It was the first fine day of the spring, and the sun was doing his best for an earth still wind-swept and doubtfully green, yet the light and warmth and the radiance that filled the room seemed to emanate, not from him, but from Mrs. Cloud herself, sitting in a glory by her windowful of half grown daffodils, her lap a tumble of telegram and envelope and Laura’s primroses, young lights in her eyes, and a letter, a letter, in her hand.
Justin had got his leave, Laura! Justin had got his leave at last! Justin was coming home—had written twice—contradictorily—and now a wire! He would be home tomorrow night. And in the meantime his letter had come, the letter he had written before he was quite sure.
If it had arrived earlier Laura might have heard less about it; but the gate at the end of the drive had barely closed on the postman before it had opened again to her, and Mrs. Cloud, full of her good tidings, had yielded to old custom and the comfort of a listener. So Laura, though she was not allowed to read the letter herself—such privileges were hers no longer—yet heard its every word read aloud by a voice that, strengthened by excitement, was more than ever the softened, haunting shadow of Justin’s.
Such a delightful letter as it was too—such a hasty, pencilled letter that yet found time to be full of problematical orderly detail of his itinerary, to be margined with instructions as to what his mother was and was not to do in the matter of coming to town and meeting trains—a letter that had been so obviously written, not by Captain Cloud of the Kentshires, but by H. J. Cloud of the Lower Fifth, arriving for his half-term holiday and leaving no item of the program to chance. Justin could write a good letter, couldn’t he, Laura?
Laura, always quiet and now quieter than ever, with controlled hands and two bright spots of colour in her tired face, made the little necessary ejaculations, steering so delicately between indifference and absorption, that Mrs. Cloud enjoyed her responses as she enjoyed music, as a soothing accompaniment to her own thoughts. So impersonal, indeed, could Laura be, that it was not until she was left alone again that Mrs. Cloud realized that she had broken through her rule of avoiding the subject of Justin—the rule that she had devised, half to spare and half to punish a criminal Laura.
She shrugged her shoulders. She could not be deeply disturbed. Her anger, for she had had her guess-work anger on behalf of an injured but uncommunicative son, had long ago died down. It smouldered, of course, flickering up occasionally into perplexed resentment: would never, I think—though Justin and Laura should miraculously adjust their differences—be completely extinguished; for it was not in Mrs. Cloud’s nature, so sweetly oblivious of sins against herself, ever to forgive a harshness or forget a kindness rendered to those she loved; but the hot ashes of it were hidden deep in her heart—she had found herself able, in time, to be reconciled, to pretend justice to Laura. She said to herself very often that she did not want to be unkind.... Justin, she admitted, was not an ordinary boy.... He had needed understanding—and Laura was very young.... If only they had either of them seen fit to confide the cause of their quarrel to her, she was sure that she could have helped them over it.... Justin was so much her own son that his reserve could not hurt her, but she thought Laura should have come to her.... She thought Laura owed her that....
Mrs. Cloud, you see, was hampered by being fond of Laura. She missed her, for Laura did not come as often as in the old days: and Laura, as more than Mrs. Cloud had discovered, had her insidious, disconcerting way of becoming indispensable. You tolerated the harmless creature, acknowledging even a pleasant quality in it, as of unobtrusive furniture, and then, one day, when you felt yourself most free, it would turn on you, not a chair, not a table, but a laughing woman, who challenged you, with a twinkle, to try and do without her.
But Mrs. Cloud did not go into that. She only knew that of all possible daughters-in-law she would have objected least to Laura Valentine. For she and Laura had always shared, though they did not know it, their prophetic dread of the Minx, rouged, gilded, and irresistible, who, if they were not extremely careful, would one day carry off Justin and make him miserable. Justin’s deportment at garden-parties, his invincible indifference to musical comedies and mixed tennis, might reassure them momentarily, but they never really believed that he could be trusted by himself. And now he was in uniform——For they knew, the worldly twain, cynically they knew What Women Were! There was that girl, for instance, that much advertised friend of Rhoda’s—with the ear-rings—who had openly announced herself as dying to meet Captain Cloud. Hussy! Impassive Laura, handing tea-cakes, had been so grateful to Mrs. Cloud for sniffing.
But then, in spite of their differences, Mrs. Cloud and Laura always did understand each other.
Laura said good-bye at last, and went away, leaving Mrs. Cloud in a happy fever of activity, bewildering herself with Bradshaw, interviewing the coachman, and in defiance of her half a dozen servants, airing sheets at the drawing-room fire. Master Justin—Captain Cloud, I mean—is coming home!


EXERCISE DESCRIPTION
Pull every line containing "scale" from the data.

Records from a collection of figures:
★ ★ ★ ★ ★
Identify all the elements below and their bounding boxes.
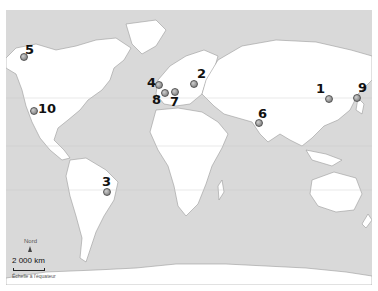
marker-dot-3	[103, 188, 111, 196]
marker-label-9: 9	[358, 81, 367, 94]
scale-caption: Échelle à l'équateur	[12, 273, 56, 279]
marker-dot-9	[353, 94, 361, 102]
marker-label-2: 2	[197, 67, 206, 80]
marker-label-5: 5	[25, 43, 34, 56]
north-arrow-icon	[28, 246, 32, 252]
marker-label-10: 10	[38, 102, 56, 115]
marker-dot-4	[155, 81, 163, 89]
world-map: 12345678910 Nord 2 000 km Échelle à l'éq…	[6, 10, 372, 285]
greenland	[126, 20, 166, 54]
marker-label-6: 6	[258, 107, 267, 120]
scale-label: 2 000 km	[12, 256, 45, 265]
marker-label-3: 3	[102, 175, 111, 188]
asia	[202, 40, 372, 146]
marker-dot-8	[161, 89, 169, 97]
scale-bar	[13, 268, 45, 271]
map-legend: Nord 2 000 km Échelle à l'équateur	[10, 238, 70, 282]
marker-label-4: 4	[147, 76, 156, 89]
australia	[310, 172, 362, 212]
new-zealand	[362, 214, 372, 228]
north-label: Nord	[24, 238, 37, 244]
marker-dot-10	[30, 107, 38, 115]
southeast-asia-islands	[306, 150, 342, 166]
marker-label-7: 7	[170, 95, 179, 108]
africa	[150, 108, 228, 216]
marker-label-8: 8	[152, 93, 161, 106]
marker-dot-1	[325, 95, 333, 103]
marker-dot-2	[190, 80, 198, 88]
marker-label-1: 1	[316, 82, 325, 95]
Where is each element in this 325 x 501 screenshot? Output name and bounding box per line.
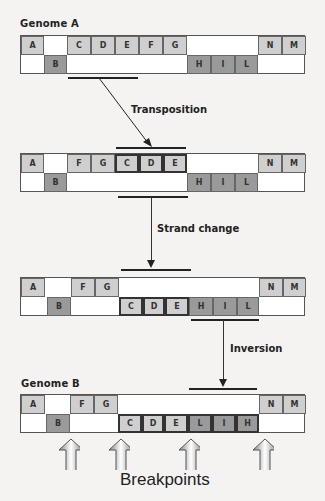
breakpoint-arrow-icon <box>108 438 130 470</box>
breakpoint-arrow-icon <box>58 438 80 470</box>
transposition-arrow <box>0 0 325 501</box>
breakpoints-title: Breakpoints <box>120 470 210 490</box>
breakpoint-arrow-icon <box>178 438 200 470</box>
breakpoint-arrow-icon <box>252 438 274 470</box>
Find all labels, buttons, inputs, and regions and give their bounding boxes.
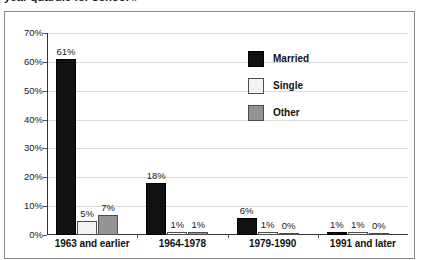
bar-value-label: 1% <box>170 220 184 230</box>
y-axis-label: 30% <box>7 144 43 154</box>
x-axis-tick <box>137 234 138 238</box>
legend-swatch-other-icon <box>248 105 264 121</box>
y-axis-label: 70% <box>7 28 43 38</box>
legend-label: Married <box>273 54 309 64</box>
y-axis-label: 40% <box>7 115 43 125</box>
legend-swatch-married-icon <box>248 51 264 67</box>
bar-value-label: 1% <box>261 220 275 230</box>
bar-married-2[interactable] <box>146 183 166 235</box>
bar-married-4[interactable] <box>327 232 347 235</box>
bar-single-4[interactable] <box>348 232 368 235</box>
chart-figure-frame: 70%60%50%40%30%20%10%0% 61%5%7%18%1%1%6%… <box>4 11 415 259</box>
bar-value-label: 6% <box>240 206 254 216</box>
x-axis-label-4: 1991 and later <box>330 238 396 249</box>
y-axis-label: 10% <box>7 201 43 211</box>
bar-single-3[interactable] <box>258 232 278 235</box>
bar-value-label: 0% <box>372 221 386 231</box>
x-axis-tick <box>318 234 319 238</box>
legend-item-single[interactable]: Single <box>248 75 340 97</box>
legend-item-other[interactable]: Other <box>248 102 340 124</box>
figure-caption-strip: year quartile for school # <box>0 0 425 9</box>
plot-area: 61%5%7%18%1%1%6%1%0%1%1%0% <box>47 33 408 235</box>
x-axis-label-1: 1963 and earlier <box>55 238 130 249</box>
chart-legend: MarriedSingleOther <box>248 48 340 129</box>
y-axis-label: 60% <box>7 57 43 67</box>
bar-other-4[interactable] <box>369 233 389 235</box>
figure-caption: year quartile for school # <box>4 0 138 3</box>
legend-item-married[interactable]: Married <box>248 48 340 70</box>
bar-value-label: 0% <box>282 221 296 231</box>
bar-value-label: 18% <box>147 171 166 181</box>
legend-swatch-single-icon <box>248 78 264 94</box>
bar-value-label: 61% <box>56 47 75 57</box>
bar-single-1[interactable] <box>77 221 97 235</box>
y-axis-tick-labels: 70%60%50%40%30%20%10%0% <box>5 33 43 235</box>
bar-single-2[interactable] <box>167 232 187 235</box>
y-axis-label: 50% <box>7 86 43 96</box>
x-axis-label-2: 1964-1978 <box>159 238 206 249</box>
bar-value-label: 5% <box>80 209 94 219</box>
y-axis-tick <box>43 235 47 236</box>
x-axis-tick <box>228 234 229 238</box>
legend-label: Single <box>273 81 303 91</box>
x-axis-tick-labels: 1963 and earlier1964-19781979-19901991 a… <box>47 238 408 254</box>
bar-other-3[interactable] <box>279 233 299 235</box>
bar-married-1[interactable] <box>56 59 76 235</box>
y-axis-label: 20% <box>7 173 43 183</box>
x-axis-label-3: 1979-1990 <box>249 238 296 249</box>
y-axis-label: 0% <box>7 230 43 240</box>
bar-value-label: 1% <box>351 220 365 230</box>
bar-other-1[interactable] <box>98 215 118 235</box>
bar-value-label: 1% <box>330 220 344 230</box>
bar-value-label: 1% <box>191 220 205 230</box>
legend-label: Other <box>273 108 300 118</box>
bar-value-label: 7% <box>101 203 115 213</box>
bar-other-2[interactable] <box>188 232 208 235</box>
bar-married-3[interactable] <box>237 218 257 235</box>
★ ★ ★ ★ ★
TASK ANSWER
scale-caption: Échelle à l'équateur	[12, 273, 56, 279]
scale-label: 2 000 km	[12, 256, 45, 265]
scale-bar	[13, 268, 45, 271]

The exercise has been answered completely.